Abstract

The community of clinicians and researchers working on Alzheimer's disease (AD) is an amalgam of distinct communities with different means and ends to treat cognitive decline in the elderly. In spite of this diversity, since the 1990s, biomedical research has been mostly guided by the reductionistic amyloid cascade hypothesis (ACH). Dominant ACH-based approaches have not yet managed to deliver viable therapies Herrup's (2015) "case for rejecting the ACH" suggests that the community could benefit from studying other disease-relevant processes (DRPs) for AD, and might "choose them all." However, this strategy puts all DRPs on the same footing, and we will continue the work of Herrup by offering a hierarchical theoretical scheme of DRPs for AD. We shall not make or evaluate claims about particular DRPs. Firstly, we define the primary properties of DRPs (specificity, pathogenic intensity, and frequency in AD) and propose specificity as an important sorting criterion for DRPs studied in AD research (Figure 1) before performing a specificity analysis for two DRPs. Our analyses of tau protein dysfunction and autophagy (Figures 2 & 3) reveal how a DRP's role in AD differs according to its specificity, and allow us to define causes, risk factors, and markers of AD (Table 1). We discuss how our theoretical framework should be completed with quantitative knowledge of pathogenic intensity and frequency in AD patients. We therefore finish by proposing a disease ontology, a disease relevance ontology by process (AD-DROP), arguing that our hypothetical framework could improve much-needed communication around priority setting in the diverse AD research community.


> **THE TASK**
All lines holding the string "delta" should be copied from the data below.
---------- ENTRIES SHOWN
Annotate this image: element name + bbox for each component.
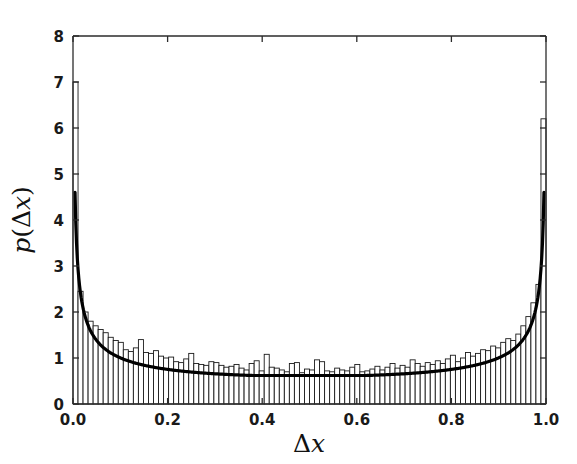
histogram-bar — [174, 362, 179, 404]
histogram-bar — [481, 350, 486, 404]
histogram-bar — [501, 342, 506, 404]
histogram-bar — [471, 356, 476, 404]
histogram-bar — [194, 364, 199, 404]
figure-container: 012345678 0.00.20.40.60.81.0 Δx p(Δx) — [0, 0, 577, 464]
histogram-bar — [506, 339, 511, 404]
histogram-bar — [133, 348, 138, 404]
x-axis-label-var: x — [311, 429, 325, 458]
histogram-bar — [415, 364, 420, 404]
histogram-bar — [209, 362, 214, 404]
histogram-bar — [159, 356, 164, 404]
histogram-bar — [385, 367, 390, 404]
x-tick-label: 1.0 — [533, 411, 560, 429]
y-axis-label-p: p — [7, 238, 36, 254]
y-tick-label: 8 — [54, 28, 64, 46]
histogram-bar — [224, 367, 229, 404]
histogram-bar — [294, 363, 299, 404]
x-axis-label-delta: Δ — [293, 429, 311, 458]
histogram-bar — [108, 337, 113, 404]
histogram-bar — [148, 353, 153, 404]
histogram-bar — [486, 351, 491, 404]
y-axis-label-close: ) — [7, 186, 36, 196]
histogram-bar — [320, 362, 325, 404]
histogram-bar — [460, 358, 465, 404]
histogram-bar — [410, 360, 415, 404]
y-tick-label: 6 — [54, 120, 64, 138]
x-axis-label: Δx — [293, 429, 325, 458]
y-tick-label: 3 — [54, 258, 64, 276]
histogram-bar — [375, 366, 380, 404]
histogram-bar — [465, 352, 470, 404]
histogram-bar — [269, 367, 274, 404]
histogram-bar — [164, 358, 169, 404]
y-axis-label-delta: Δ — [7, 210, 36, 228]
histogram-bar — [154, 351, 159, 404]
histogram-bar — [204, 365, 209, 404]
histogram-bar — [113, 341, 118, 404]
y-tick-label: 7 — [54, 74, 64, 92]
x-tick-label: 0.0 — [60, 411, 87, 429]
x-tick-label: 0.4 — [249, 411, 276, 429]
histogram-bar — [219, 365, 224, 404]
histogram-bar — [199, 364, 204, 404]
histogram-bar — [335, 368, 340, 404]
y-tick-label: 1 — [54, 350, 64, 368]
y-tick-label: 2 — [54, 304, 64, 322]
histogram-bar — [254, 361, 259, 404]
x-tick-label: 0.8 — [438, 411, 465, 429]
histogram-bar — [450, 355, 455, 404]
histogram-bar — [214, 363, 219, 404]
histogram-bar — [274, 368, 279, 404]
histogram-bar — [234, 364, 239, 404]
histogram-bar — [103, 333, 108, 404]
histogram-bar — [229, 366, 234, 404]
histogram-bar — [390, 364, 395, 404]
histogram-bar — [249, 364, 254, 404]
y-axis-label-open: ( — [7, 228, 36, 238]
histogram-bar — [400, 365, 405, 404]
histogram-bar — [491, 346, 496, 404]
y-tick-label: 4 — [54, 212, 64, 230]
histogram-bar — [350, 367, 355, 404]
histogram-bar — [445, 359, 450, 404]
histogram-bar — [138, 340, 143, 404]
histogram-bar — [315, 360, 320, 404]
histogram-bar — [98, 329, 103, 404]
histogram-bar — [299, 373, 304, 404]
y-axis-label-var: x — [7, 196, 36, 210]
x-tick-label: 0.2 — [154, 411, 181, 429]
histogram-bar — [143, 352, 148, 404]
histogram-bar — [128, 352, 133, 404]
histogram-bar — [435, 361, 440, 404]
y-tick-label: 5 — [54, 166, 64, 184]
histogram-bar — [189, 353, 194, 404]
histogram-bar — [476, 353, 481, 404]
histogram-bar — [425, 363, 430, 404]
histogram-bar — [169, 357, 174, 404]
y-axis-label: p(Δx) — [7, 186, 36, 254]
histogram-chart: 012345678 0.00.20.40.60.81.0 Δx p(Δx) — [0, 0, 577, 464]
histogram-bar — [264, 354, 269, 404]
histogram-bar — [184, 359, 189, 404]
histogram-bar — [289, 364, 294, 404]
histogram-bar — [118, 342, 123, 404]
histogram-bar — [179, 363, 184, 404]
x-tick-label: 0.6 — [344, 411, 371, 429]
--------------------
> **TASK ANSWER**
x-axis-label-delta: Δ — [293, 429, 311, 458]
y-axis-label-delta: Δ — [7, 210, 36, 228]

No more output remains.